A funny thing happened when by happy accident I started reading Unlikely Allies: How a Merchant, a Playwright, and a Spy Saved the American Revolution and also Robert Morris: Financier of the American Revolution at the same time as both books are set in the same time period.
The first book is about how the efforts of Beaumarchais and Silas Deane to send munitions, uniforms and other supplies to support the American revolution. The second book is how Robert Morris tried to send tobacco ships to France in order to pay for them. Both books thus focus on different sides of the Atlantic and spend a lot of time with their subjects wondering why they haven't heard anything from the other and just what was going on. After a while I felt that if I could just get the two books to talk to one another all would be well!
This author likes, I think, his subject a little bit too much. Although he mentions the critiques of his contemporaries, Morris almost always has the last word.
He also suggests credit for things that he did not actually. For example, it was during the Revolution that the idea of creating a new currency based on the decimal system was invented. (Thank goodness or we might still be worried about pounds, shillings and pence, or even worse Spanish pieces of eight!) Most historians believe it was Gouverneur Morris (no relation) who first made this proposal, but this author does not ascribe an originator, leaving one to think that Robert Morris started the idea.
Sometimes he misses nuances. Discussing the pair of Madison and Hamilton, he says that while Madison was with Morris/Hamilton financial program in 1783, he moved against it in 1790. That's not entirely accurate. Madison was for some of the Morris measures, but always against the national bank. It's a long book, it wasn't necessary to gloss over a point this large. (For more on this topic, see The Power of the Purse by Ferguson, which the author admits to having read.)
On the Compromise of 1790, many popular histories (and the musical) only tell Jefferson's version of the story and omit all the complex negotiations that preceded his involvement. As Morris was a a big part of the negotiation, this book does a good job covering all of that.
Regarding his disasters in land speculation, the book only shows us cases of people who failed at it, subtly hinting that it was not so much their fault. But people like James Duane who succeeded at it are not mentioned.
That Morris owned slaves is barely touched upon.
An epilog kindly recounts the significant previous biographies in some detail. The author is at odds with Ferguson's history of revolutionary finance, in particular the suggestion that Morris may have taken advantage of his position as financier for personal gain. To counter that argument, he states that in the thousands of Morris papers published, there is no evidence of it. On the other hand, that's not the kind of thing one would find in a person's papers. That's the kind of document that's destroyed after reading. On the other hand, an independent auditor found that Morris had taken $80K of the government's money during the war. The author barely mentions this, pointing out that Morris always disputed it. However, Morris did pay the government back $93K after this was revealed, and this at a time when he badly needed money and was likely to go to debtor's prison, which eventually occurred.
Overall, what can we say about Morris? In his time, the smartest and most capable American in matters of finance and probably indispensable for managing the war, but also he did not stop his personal commercial activities while acting in government roles. This was explicitly approved by Congress because it enabled him to ship army supplies from France legally, for example, without explicitly violating France's treaty with Britain. He also helped Washington greatly in 1781 when he guaranteed various payments on his personal account. But when government and personal cargoes are on the same ship, and that ship goes down or has its contents captured, it gets tricky. It can be so easy to assign the losses to the government rather than to oneself. There's also a question of how he should have been rewarded for doing so much more than the office required, though officially there was no extra compensation for this. Did he justify hiding some profits to fix what he may have considered wrong? Further, he had considerable financial benefit because as the director of national finance, other merchants were much more willing to make deals with him.
In his later years he pushed his luck far too hard in buying millions of acres of land on credit. He was right that eventually the lands would be worth huge amounts, but dead wrong on the rate at which that would occur. He lost it all and wound up in prison. This also hurt not just his family, but many of his business partners.
Finally, a great deal of the program Hamilton put into place was invented by him, and likeminded Congressional delegates, in particular the ideas of a national bank, keeping the debts national, assuming those of the states, and paying them off via the tariff and sales of western lands. Indeed, when Washington formed the first government, it was his great friend Morris he turned to to become the first Treasury secretary. Morris was too embroiled in financial ventures at the time, and his first round doing this had not gone so well, so he recommended Hamilton. Washington was stunned as he had no idea that his young former aide knew anything about finance whatever.
So, like most founders, Morris was capable, sometimes brilliant, but not free of errors.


TASK REQUIREMENTS: Please return all lines from the records below that include the string "JSON".
╔══
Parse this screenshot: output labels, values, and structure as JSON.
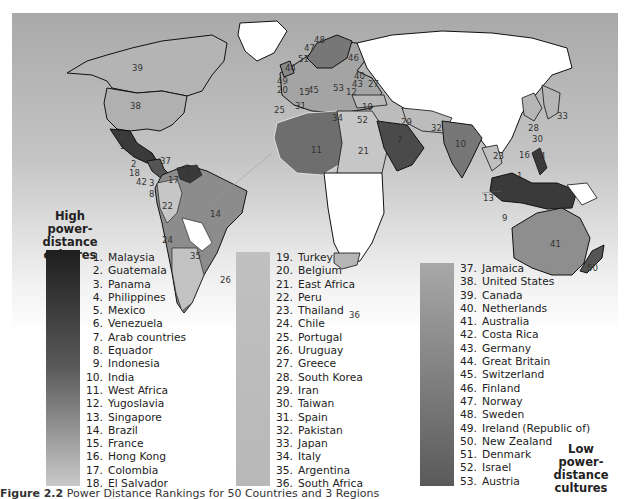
{
  "figure": {
    "caption_label": "Figure 2.2",
    "caption_text": "Power Distance Rankings for 50 Countries and 3 Regions"
  },
  "legend": {
    "high_title": [
      "High",
      "power-distance",
      "cultures"
    ],
    "low_title": [
      "Low",
      "power-distance",
      "cultures"
    ],
    "bar_colors": {
      "col1_top": "#1e1e1e",
      "col1_bottom": "#c9c9c9",
      "col2": "#bdbdbd",
      "col3_top": "#a6a6a6",
      "col3_bottom": "#555555"
    },
    "columns": [
      [
        {
          "n": "1.",
          "name": "Malaysia"
        },
        {
          "n": "2.",
          "name": "Guatemala"
        },
        {
          "n": "3.",
          "name": "Panama"
        },
        {
          "n": "4.",
          "name": "Philippines"
        },
        {
          "n": "5.",
          "name": "Mexico"
        },
        {
          "n": "6.",
          "name": "Venezuela"
        },
        {
          "n": "7.",
          "name": "Arab countries"
        },
        {
          "n": "8.",
          "name": "Equador"
        },
        {
          "n": "9.",
          "name": "Indonesia"
        },
        {
          "n": "10.",
          "name": "India"
        },
        {
          "n": "11.",
          "name": "West Africa"
        },
        {
          "n": "12.",
          "name": "Yugoslavia"
        },
        {
          "n": "13.",
          "name": "Singapore"
        },
        {
          "n": "14.",
          "name": "Brazil"
        },
        {
          "n": "15.",
          "name": "France"
        },
        {
          "n": "16.",
          "name": "Hong Kong"
        },
        {
          "n": "17.",
          "name": "Colombia"
        },
        {
          "n": "18.",
          "name": "El Salvador"
        }
      ],
      [
        {
          "n": "19.",
          "name": "Turkey"
        },
        {
          "n": "20.",
          "name": "Belgium"
        },
        {
          "n": "21.",
          "name": "East Africa"
        },
        {
          "n": "22.",
          "name": "Peru"
        },
        {
          "n": "23.",
          "name": "Thailand"
        },
        {
          "n": "24.",
          "name": "Chile"
        },
        {
          "n": "25.",
          "name": "Portugal"
        },
        {
          "n": "26.",
          "name": "Uruguay"
        },
        {
          "n": "27.",
          "name": "Greece"
        },
        {
          "n": "28.",
          "name": "South Korea"
        },
        {
          "n": "29.",
          "name": "Iran"
        },
        {
          "n": "30.",
          "name": "Taiwan"
        },
        {
          "n": "31.",
          "name": "Spain"
        },
        {
          "n": "32.",
          "name": "Pakistan"
        },
        {
          "n": "33.",
          "name": "Japan"
        },
        {
          "n": "34.",
          "name": "Italy"
        },
        {
          "n": "35.",
          "name": "Argentina"
        },
        {
          "n": "36.",
          "name": "South Africa"
        }
      ],
      [
        {
          "n": "37.",
          "name": "Jamaica"
        },
        {
          "n": "38.",
          "name": "United States"
        },
        {
          "n": "39.",
          "name": "Canada"
        },
        {
          "n": "40.",
          "name": "Netherlands"
        },
        {
          "n": "41.",
          "name": "Australia"
        },
        {
          "n": "42.",
          "name": "Costa Rica"
        },
        {
          "n": "43.",
          "name": "Germany"
        },
        {
          "n": "44.",
          "name": "Great Britain"
        },
        {
          "n": "45.",
          "name": "Switzerland"
        },
        {
          "n": "46.",
          "name": "Finland"
        },
        {
          "n": "47.",
          "name": "Norway"
        },
        {
          "n": "48.",
          "name": "Sweden"
        },
        {
          "n": "49.",
          "name": "Ireland (Republic of)"
        },
        {
          "n": "50.",
          "name": "New Zealand"
        },
        {
          "n": "51.",
          "name": "Denmark"
        },
        {
          "n": "52.",
          "name": "Israel"
        },
        {
          "n": "53.",
          "name": "Austria"
        }
      ]
    ]
  },
  "map": {
    "labels": [
      {
        "t": "39",
        "x": 120,
        "y": 50
      },
      {
        "t": "38",
        "x": 118,
        "y": 88
      },
      {
        "t": "5",
        "x": 108,
        "y": 128
      },
      {
        "t": "37",
        "x": 148,
        "y": 143
      },
      {
        "t": "2",
        "x": 119,
        "y": 146
      },
      {
        "t": "18",
        "x": 117,
        "y": 155
      },
      {
        "t": "42",
        "x": 124,
        "y": 164
      },
      {
        "t": "3",
        "x": 137,
        "y": 165
      },
      {
        "t": "17",
        "x": 156,
        "y": 162
      },
      {
        "t": "6",
        "x": 173,
        "y": 155
      },
      {
        "t": "8",
        "x": 137,
        "y": 176
      },
      {
        "t": "22",
        "x": 150,
        "y": 188
      },
      {
        "t": "14",
        "x": 198,
        "y": 196
      },
      {
        "t": "24",
        "x": 150,
        "y": 222
      },
      {
        "t": "35",
        "x": 178,
        "y": 238
      },
      {
        "t": "26",
        "x": 208,
        "y": 262
      },
      {
        "t": "48",
        "x": 302,
        "y": 22
      },
      {
        "t": "47",
        "x": 292,
        "y": 30
      },
      {
        "t": "51",
        "x": 286,
        "y": 41
      },
      {
        "t": "46",
        "x": 336,
        "y": 40
      },
      {
        "t": "44",
        "x": 273,
        "y": 50
      },
      {
        "t": "40",
        "x": 342,
        "y": 58
      },
      {
        "t": "49",
        "x": 265,
        "y": 63
      },
      {
        "t": "43",
        "x": 340,
        "y": 66
      },
      {
        "t": "27",
        "x": 356,
        "y": 66
      },
      {
        "t": "20",
        "x": 265,
        "y": 72
      },
      {
        "t": "15",
        "x": 287,
        "y": 74
      },
      {
        "t": "45",
        "x": 296,
        "y": 72
      },
      {
        "t": "53",
        "x": 321,
        "y": 70
      },
      {
        "t": "12",
        "x": 334,
        "y": 74
      },
      {
        "t": "31",
        "x": 283,
        "y": 88
      },
      {
        "t": "25",
        "x": 262,
        "y": 92
      },
      {
        "t": "19",
        "x": 350,
        "y": 89
      },
      {
        "t": "34",
        "x": 320,
        "y": 100
      },
      {
        "t": "52",
        "x": 345,
        "y": 102
      },
      {
        "t": "29",
        "x": 389,
        "y": 104
      },
      {
        "t": "32",
        "x": 419,
        "y": 110
      },
      {
        "t": "7",
        "x": 385,
        "y": 122
      },
      {
        "t": "10",
        "x": 443,
        "y": 126
      },
      {
        "t": "11",
        "x": 299,
        "y": 132
      },
      {
        "t": "21",
        "x": 346,
        "y": 133
      },
      {
        "t": "28",
        "x": 516,
        "y": 110
      },
      {
        "t": "33",
        "x": 545,
        "y": 98
      },
      {
        "t": "30",
        "x": 520,
        "y": 121
      },
      {
        "t": "16",
        "x": 507,
        "y": 137
      },
      {
        "t": "4",
        "x": 528,
        "y": 138
      },
      {
        "t": "23",
        "x": 481,
        "y": 138
      },
      {
        "t": "1",
        "x": 505,
        "y": 158
      },
      {
        "t": "13",
        "x": 471,
        "y": 180
      },
      {
        "t": "9",
        "x": 490,
        "y": 200
      },
      {
        "t": "41",
        "x": 538,
        "y": 226
      },
      {
        "t": "36",
        "x": 337,
        "y": 297
      },
      {
        "t": "50",
        "x": 575,
        "y": 250
      }
    ]
  }
}
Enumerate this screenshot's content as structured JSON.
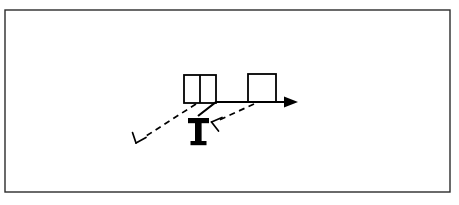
{
  "page": {
    "width": 459,
    "height": 205,
    "background_color": "#ffffff",
    "type": "line-art-technical-figure"
  },
  "frame": {
    "name": "outer-border-frame",
    "x": 5,
    "y": 10,
    "width": 445,
    "height": 182,
    "stroke_color": "#2b2b2b",
    "stroke_width": 1.4,
    "fill": "none"
  },
  "figure": {
    "stroke_color": "#000000",
    "fill_color": "#000000",
    "elements": {
      "divided_box": {
        "label": "divided-double-cell-box",
        "x": 184,
        "y": 75,
        "width": 32,
        "height": 28,
        "divider_x": 200,
        "stroke_width": 1.8
      },
      "single_box": {
        "label": "single-square-box",
        "x": 248,
        "y": 74,
        "width": 28,
        "height": 28,
        "stroke_width": 1.8
      },
      "t_shape": {
        "label": "bold-t-support",
        "cap_x": 188,
        "cap_y": 118,
        "cap_width": 21,
        "cap_height": 5,
        "stem_x": 195,
        "stem_y": 123,
        "stem_width": 6.5,
        "stem_height": 19,
        "foot_x": 190,
        "foot_y": 142,
        "foot_width": 17,
        "foot_height": 4
      },
      "solid_polyline": {
        "label": "solid-path-with-arrow",
        "points": "198,116 216,102 276,102 292,102",
        "stroke_width": 2.2,
        "arrow_tip_x": 298,
        "arrow_tip_y": 102,
        "arrow_back_x": 284,
        "arrow_half_height": 5.5
      },
      "dashed_line_left": {
        "label": "dashed-leader-left",
        "x1": 196,
        "y1": 104,
        "x2": 141,
        "y2": 139,
        "stroke_width": 1.7,
        "dash_pattern": "6,4.5"
      },
      "dashed_line_right": {
        "label": "dashed-leader-right",
        "x1": 253,
        "y1": 104,
        "x2": 216,
        "y2": 121,
        "stroke_width": 1.7,
        "dash_pattern": "6,4.5"
      },
      "open_arrowhead_left": {
        "label": "open-y-arrowhead-down-left",
        "tip_x": 135,
        "tip_y": 143,
        "barb_a_x": 132,
        "barb_a_y": 133,
        "barb_b_x": 145,
        "barb_b_y": 144,
        "stroke_width": 1.7
      },
      "open_arrowhead_right": {
        "label": "open-y-arrowhead-left",
        "tip_x": 211,
        "tip_y": 122,
        "barb_a_x": 221,
        "barb_a_y": 117,
        "barb_b_x": 219,
        "barb_b_y": 130,
        "stroke_width": 1.7
      }
    }
  },
  "caption": {
    "text": "",
    "visible": false,
    "note": "bottom edge text clipped and illegible"
  }
}
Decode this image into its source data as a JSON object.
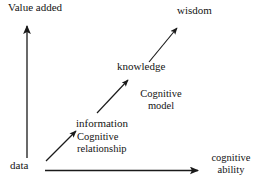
{
  "diagram": {
    "type": "dikw-hierarchy",
    "background_color": "#ffffff",
    "stroke_color": "#1a1a1a",
    "axes": {
      "y_label": "Value added",
      "x_label_line1": "cognitive",
      "x_label_line2": "ability"
    },
    "stages": [
      {
        "id": "data",
        "label": "data"
      },
      {
        "id": "information",
        "label": "information"
      },
      {
        "id": "knowledge",
        "label": "knowledge"
      },
      {
        "id": "wisdom",
        "label": "wisdom"
      }
    ],
    "processes": [
      {
        "id": "cognitive-relationship",
        "line1": "Cognitive",
        "line2": "relationship",
        "from": "data",
        "to": "information"
      },
      {
        "id": "cognitive-model",
        "line1": "Cognitive",
        "line2": "model",
        "from": "knowledge",
        "to": "wisdom"
      }
    ]
  }
}
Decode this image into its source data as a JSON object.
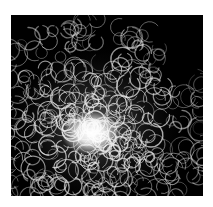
{
  "image": {
    "subject": "abstract white curling light-trail loops on black background",
    "background_color": "#000000",
    "stroke_color": "#e8e8e8",
    "glow_color": "#ffffff",
    "page_background": "#ffffff"
  }
}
╚══
EXERCISE OUTPUT:
Parse this screenshot: output labels, values, and structure as JSON.
Enumerate this screenshot's content as structured JSON.
Decode this image into its source data as a JSON object.
Decode this image into its source data as a JSON object.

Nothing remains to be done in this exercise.